Content of review 1, reviewed on July 06, 2020

Dear Dr. Liu and co-authors,

Your manuscript presents a robust and much needed meta-analysis of the effect of allelopathy in plant-plant interactions. The manuscript is clearly written, the statistics are appropriate, biases are tested for. The findings, that allelopathy can have fairly strong negative effects on plants, argue for more research evaluating the importance of allelopathy in plant communities. I encourage you and your co-authors authors to provide more detail on the kind of approaches and evidence that would be most important to advance the discipline.

My additional suggestions come from my own direct experience working in this field, and as such, I’ve signed this review. In the introduction, the authors suggest that the publication rate might have dropped recently because of concerns linked to the challenging technical issues, citing a paper on which I am a co-author (Blair et al. 2009). I would encourage the authors to also cite Lau et al. 2008, New Phytologist (again, on which I am a co-author), which covers the challenges associated with activated carbon to study allelopathy, and to include a discussion of that issue in their interpretation of their findings.

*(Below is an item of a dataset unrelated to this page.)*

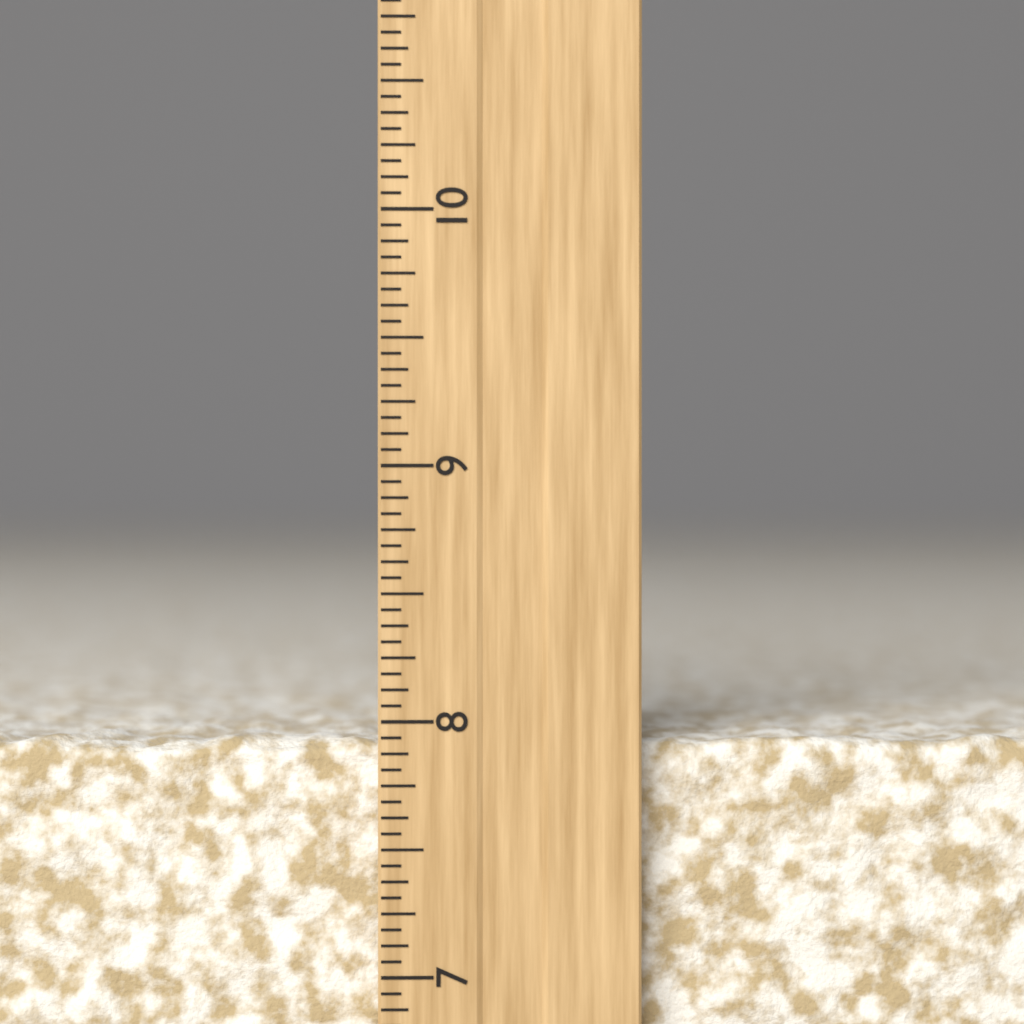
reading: 7.9375 inch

Furthermore, I think it is highly likely that the number of fairly high-profile retractions and corrections associated with a scientific fraud investigation may have also contributed to a decrease in research on allelopathic interactions in plant community ecology. Your manuscript is an importance place to mention those problems for full transparency. For example, see https://retractionwatch.com/2016/03/03/sample-tampering-leads-to-plant-scientists-7th-retraction/ about catechin, and https://retractionwatch.com/2015/09/02/nsf-investigation-of-high-profile-plant-retractions-ends-in-two-debarments/ about catechin as well as other research. For papers to cite to back up a few sentences regarding scientific fraud in the field, the ones by Laura Perry mentioned in the retraction watch article, as well as Blair et al. 2005 Ecology Letters (again, on which I am a co-author) would be appropriate. I feel strongly that the issues in some of the research on allelopathy are by no means only technical, as you currently imply.

While I think the above suggestions and comments are important in revising the paper to have the most impact on the discipline, I think that the modifications should be fairly easy to make.

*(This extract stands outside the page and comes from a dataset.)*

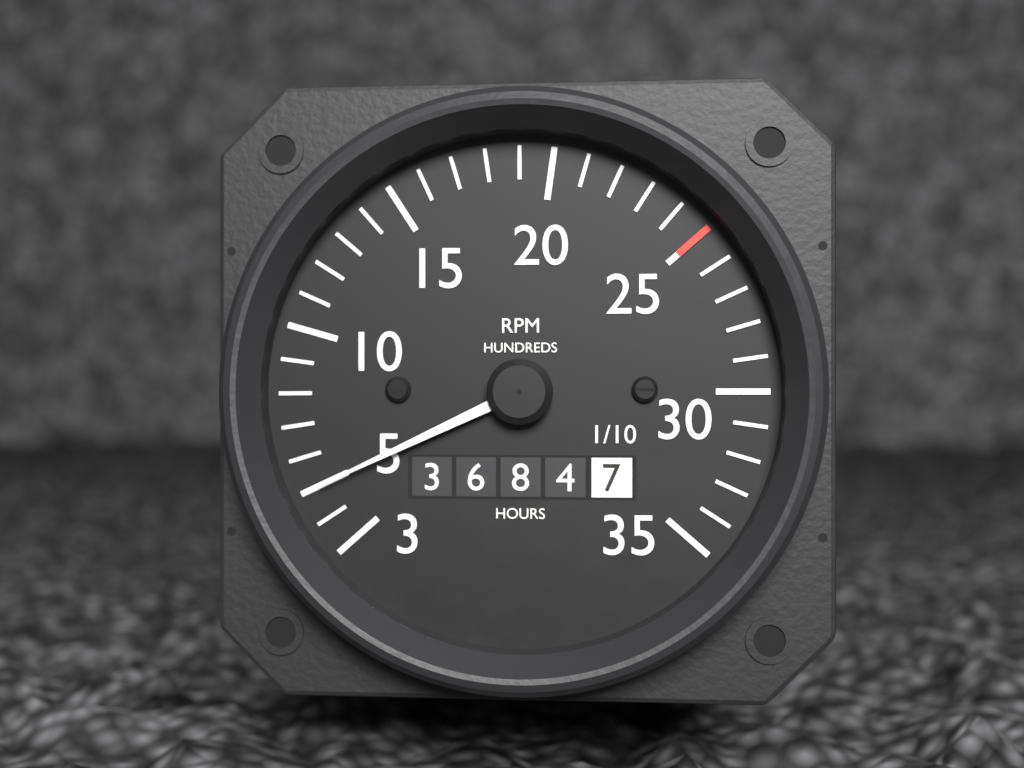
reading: 500 RPM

I firmly believe that there is sound scientific evidence that allelopathy is an important plant-plant interaction. By addressing the issues that have occurred directly, if briefly, questions and concerns can be allayed, and the sound scientific evidence will carry the weight it is due.

Best wishes, and thanks for a really nice, clear and compelling read.
Ruth Hufbauer

Source

    © 2020 the Reviewer.

References

    Zhijie, Z., Yanjie, L., Ling, Y., Ewald, W., Mark, v. K. 2021. Effect of allelopathy on plant performance: a meta-analysis. Ecology Letters.